As written the bill also awards costs and expenses to the winning party if a lawsuit is deemed frivolous by the jury or the court, provides for a six-year statute of limitations instead of the current two, and allows a judge to distribute the proceeds of a class action suits to nonprofit agencies.

Pate’s testimony, which began with a discourse on how consumers are being lured into buying food that is bad for them because it says healthy on the front of the box, prompted Sen. Judi Buckley to opine about personal responsibility when it comes to making healthy food choices.

Her remarks prompted Rivera-O’Reilly to point out that people pick unhealthy food because that’s what they can afford.

The senators also moved along a bill that changes the way the time for retired government employees collecting their pensions is calculated when they return to government jobs after retirement. Currently they are allowed to work 75 days, but the bill changes that to 600 hours, which equals eight hours a day times 75 days, to give departments and the retirees greater flexibility.

Personnel Director Kenneth L. Hermon Jr. said, in the majority of cases, retirees go back to work to train workers. Throughout the discussion, several senators questioned why no succession plans were developed throughout government to prevent rehiring of retirees.

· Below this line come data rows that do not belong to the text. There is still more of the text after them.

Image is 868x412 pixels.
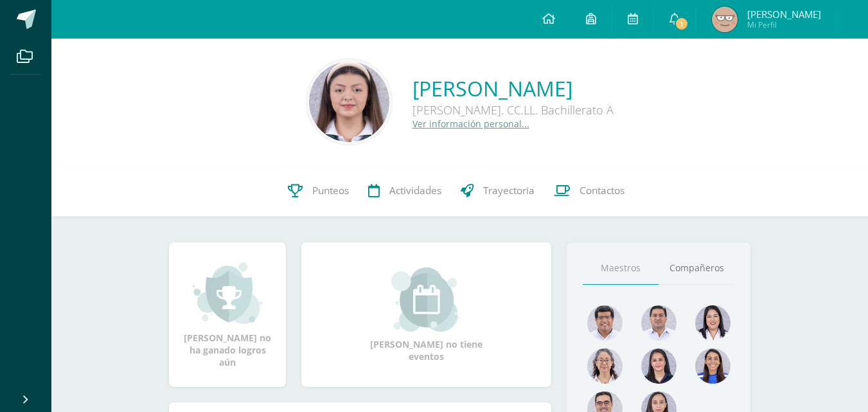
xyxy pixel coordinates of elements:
span: Contactos [579,183,625,197]
span: 1 [674,16,689,31]
img: dd2c2da5f62d18056e76d8c711053526.png [309,62,389,142]
a: Maestros [583,252,659,284]
a: Contactos [544,165,634,216]
img: 6bc5668d4199ea03c0854e21131151f7.png [641,348,676,383]
a: [PERSON_NAME] [412,75,614,102]
img: 0580b9beee8b50b4e2a2441e05bb36d6.png [695,305,730,340]
div: [PERSON_NAME] no ha ganado logros aún [181,261,273,368]
a: Actividades [359,165,451,216]
img: 239d5069e26d62d57e843c76e8715316.png [587,305,623,340]
a: Trayectoria [451,165,544,216]
div: [PERSON_NAME]. CC.LL. Bachillerato A [412,102,614,117]
span: Punteos [312,183,349,197]
a: Punteos [278,165,359,216]
img: achievement_small.png [193,261,263,325]
div: [PERSON_NAME] no tiene eventos [363,268,491,363]
span: Actividades [389,183,441,197]
img: 0e5799bef7dad198813e0c5f14ac62f9.png [587,348,623,383]
a: Compañeros [659,252,734,284]
span: [PERSON_NAME] [747,8,820,20]
img: event_small.png [391,268,462,332]
img: 9a0812c6f881ddad7942b4244ed4a083.png [641,305,676,340]
img: a5c04a697988ad129bdf05b8f922df21.png [695,348,730,383]
span: Mi Perfil [747,19,820,30]
img: 8a645319073ae46e45be4e2c41f52a03.png [712,7,737,32]
a: Ver información personal... [412,117,530,130]
span: Trayectoria [483,183,534,197]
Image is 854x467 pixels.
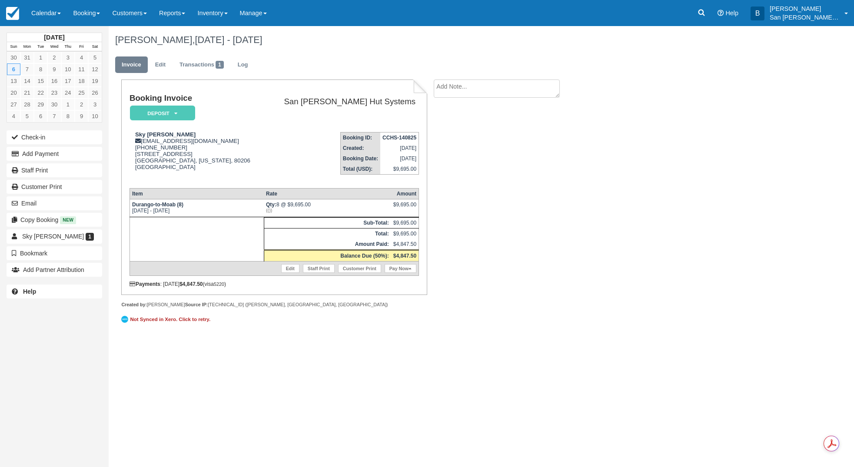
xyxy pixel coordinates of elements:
a: 8 [34,63,47,75]
a: 5 [20,110,34,122]
a: 1 [61,99,75,110]
a: 6 [34,110,47,122]
a: Invoice [115,56,148,73]
a: Transactions1 [173,56,230,73]
a: 26 [88,87,102,99]
strong: $4,847.50 [393,253,416,259]
strong: Source IP: [185,302,208,307]
a: 10 [88,110,102,122]
div: [PERSON_NAME] [TECHNICAL_ID] ([PERSON_NAME], [GEOGRAPHIC_DATA], [GEOGRAPHIC_DATA]) [121,302,427,308]
a: 20 [7,87,20,99]
th: Created: [340,143,380,153]
h2: San [PERSON_NAME] Hut Systems [268,97,415,106]
a: 23 [47,87,61,99]
a: 12 [88,63,102,75]
a: Edit [149,56,172,73]
a: 13 [7,75,20,87]
a: 9 [75,110,88,122]
th: Mon [20,42,34,52]
th: Amount [391,188,419,199]
a: 4 [75,52,88,63]
button: Copy Booking New [7,213,102,227]
strong: CCHS-140825 [382,135,416,141]
a: Sky [PERSON_NAME] 1 [7,229,102,243]
a: 25 [75,87,88,99]
a: Deposit [129,105,192,121]
strong: Payments [129,281,160,287]
th: Sun [7,42,20,52]
div: $9,695.00 [393,202,416,215]
em: (()) [266,208,389,213]
a: 6 [7,63,20,75]
th: Fri [75,42,88,52]
span: [DATE] - [DATE] [195,34,262,45]
span: Help [725,10,738,17]
td: [DATE] [380,153,419,164]
a: 31 [20,52,34,63]
th: Total (USD): [340,164,380,175]
a: 2 [47,52,61,63]
td: [DATE] [380,143,419,153]
span: 1 [216,61,224,69]
span: Sky [PERSON_NAME] [22,233,84,240]
a: Customer Print [7,180,102,194]
b: Help [23,288,36,295]
small: 5220 [214,282,224,287]
a: 11 [75,63,88,75]
div: : [DATE] (visa ) [129,281,419,287]
a: 29 [34,99,47,110]
th: Wed [47,42,61,52]
div: [EMAIL_ADDRESS][DOMAIN_NAME] [PHONE_NUMBER] [STREET_ADDRESS] [GEOGRAPHIC_DATA], [US_STATE], 80206... [129,131,264,181]
th: Booking ID: [340,133,380,143]
button: Add Payment [7,147,102,161]
button: Bookmark [7,246,102,260]
td: [DATE] - [DATE] [129,199,264,217]
a: 21 [20,87,34,99]
th: Tue [34,42,47,52]
img: checkfront-main-nav-mini-logo.png [6,7,19,20]
a: 3 [88,99,102,110]
a: 30 [7,52,20,63]
a: 10 [61,63,75,75]
a: Staff Print [303,264,335,273]
strong: Qty [266,202,276,208]
a: 30 [47,99,61,110]
div: B [750,7,764,20]
a: 7 [20,63,34,75]
a: 1 [34,52,47,63]
td: 8 @ $9,695.00 [264,199,391,217]
a: 17 [61,75,75,87]
th: Balance Due (50%): [264,250,391,261]
a: 18 [75,75,88,87]
a: Log [231,56,255,73]
a: 7 [47,110,61,122]
strong: Sky [PERSON_NAME] [135,131,196,138]
h1: [PERSON_NAME], [115,35,743,45]
a: Customer Print [338,264,381,273]
a: 8 [61,110,75,122]
a: Help [7,285,102,299]
button: Add Partner Attribution [7,263,102,277]
th: Booking Date: [340,153,380,164]
strong: [DATE] [44,34,64,41]
button: Email [7,196,102,210]
strong: $4,847.50 [179,281,202,287]
th: Sat [88,42,102,52]
a: 14 [20,75,34,87]
p: San [PERSON_NAME] Hut Systems [770,13,839,22]
td: $9,695.00 [391,228,419,239]
a: 5 [88,52,102,63]
a: Staff Print [7,163,102,177]
a: 3 [61,52,75,63]
a: 22 [34,87,47,99]
a: 15 [34,75,47,87]
strong: Durango-to-Moab (8) [132,202,183,208]
td: $4,847.50 [391,239,419,250]
a: 2 [75,99,88,110]
a: Pay Now [385,264,416,273]
th: Rate [264,188,391,199]
a: 27 [7,99,20,110]
strong: Created by: [121,302,147,307]
a: 4 [7,110,20,122]
td: $9,695.00 [391,217,419,228]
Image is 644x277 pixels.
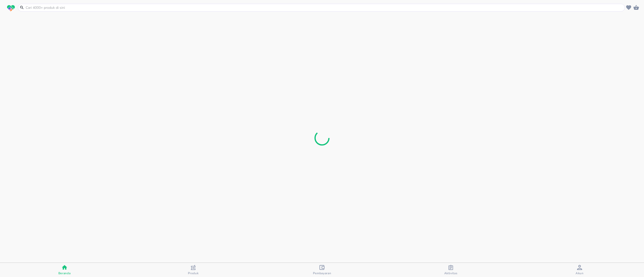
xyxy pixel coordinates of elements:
[188,271,198,276] span: Produk
[515,263,644,277] button: Akun
[386,263,515,277] button: Aktivitas
[257,263,386,277] button: Pembayaran
[444,271,458,276] span: Aktivitas
[313,271,332,276] span: Pembayaran
[25,5,624,10] input: Cari 4000+ produk di sini
[58,271,71,276] span: Beranda
[129,263,257,277] button: Produk
[7,5,15,11] img: logo_swiperx_s.bd005f3b.svg
[576,271,584,276] span: Akun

“There is no time to train anyone,” Sen. Alicia “Chucky” Hansen said, adding that with the cut in the government workforce, some employees are now doing two and three jobs.

Hermon said the government now employees just under 7,000 people, down by 2,100 since 2007.

A bill sponsored by Sen. Craig Barshinger to end probation for the Legislature’s Central Staff employees after six months instead of the current four years was held in committee to await testimony by the Legislature’s director, Iver Stridiron, and more discussion among his colleagues.

“The Central Staff is the salt of the Legislature,” Barshinger said.

He said employees are sometimes let go just short of the four-year cut off, only to be replaced by “somebody who fried fish for a senator.”

Those employees who work directly for senators do come and go according to who wins elections.

The committee also heard from V.I. Housing Finance Authority Director Adrienne Williams on the agency’s 2013 to 2015 affordable housing plan. While the agency’s efforts to remove tenants at LBJ Housing on St. Croix by Dec. 31 because the complex is beyond repair are not in the affordable housing plan, several senators’ grilled Williams on the matter.

“My concern is how people are being treated,” Hansen said.

Williams said the agency is exploring all avenues for placing the tenants in home ownership programs if feasible or in other public housing if necessary. She also said if the tenants are making an effort to locate other housing by the Dec. 31 deadline, they won’t be thrown out onto the street.

Williams also said that all but two of the Calabash Boom affordable housing units on St. John are sold or in the process of being sold, and those two have “prospects.” The units have been on the market for several years because there wasn’t a lot of interest in owning them.

She said another Housing Finance Authority project on St. John is on hold to make sure the demand is there. Williams said it will cost $400,000 per unit to build affordable housing on St. John.

The committee held its approval of the Affordable Housing Plan until the next meeting because Chairwoman Diane Capehart asked for some technical changes.

All measures voted on at the meeting received approval by all the senators on the floor at the time the vote was taken.

In addition to Barshinger, Buckley, Capehart and Hansen, committee member Sen. Clifford Graham also attended the meeting. Sens. Donald Cole and Terrence “Positive” Nelson were absent. O’Reilly is not a member of the committee. Noncommittee member Sen. Tregenza Roach also attended the meeting.